The geography of who lands in the White House

There are forty-four presidents. Thirty-nine were elected (five accidentally became president). Of the thirty nine people elected president, twenty-eight have lived in either New York, Massachusetts, Virginia, or Ohio for at least part of their life. Twenty-one were born in one of those four states.

There’s one uncertainty about how many presidents were born in each state: Andrew Jackson was born near the border of South Carolina and North Carolina. It’s not known which state he was actually born in. Jackson was a man of many states; he served as military governor of Florida and later as one of Tennessee’s senators.
Virginia is the birthplace of more presidents than any other state. New York and Massachusetts are linked to larger numbers of presidents (fourteen and thirteen, respectively); it has always been common for ambitious young people to move to Boston or New York City to try to make something of themselves. Many future presidents have been educated in the Acela corridor.
Out of the thirty-nine men who were elected president, thirty-four served in a political office in a state before becoming president. (The exceptions to this were Taylor, Taft, Hoover, Eisenhower, and Trump.) Most, like Andrew Jackson, were governors or senators.
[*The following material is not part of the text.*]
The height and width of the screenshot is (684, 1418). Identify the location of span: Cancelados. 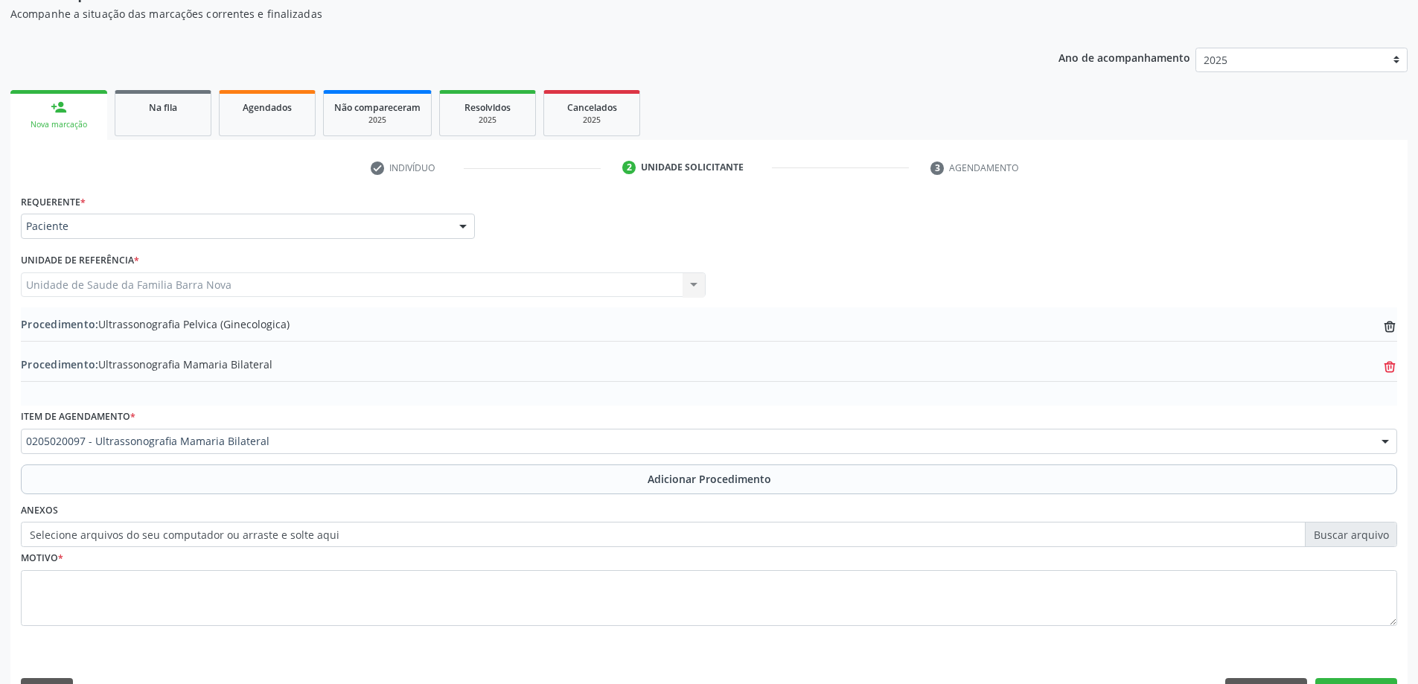
(592, 107).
Eighteen of those thirty-four men were elected to office in New York, Virginia, Ohio, or Massachusetts. Of the five who were never elected to state level offices, three lived in Ohio or New York before they moved to D.C.; these are the states that launch political careers.
Oddly, Pennsylvania, which has been a key battleground state from 1796 to the present, has only launched one presidential political career thus far: James Buchanan. Most Pennsylvanians are not particularly enthusiastic about this fact.
If Joe Biden is elected president in the upcoming election, he will be the first president to have launched a political career in Delaware — and the second born in Pennsylvania.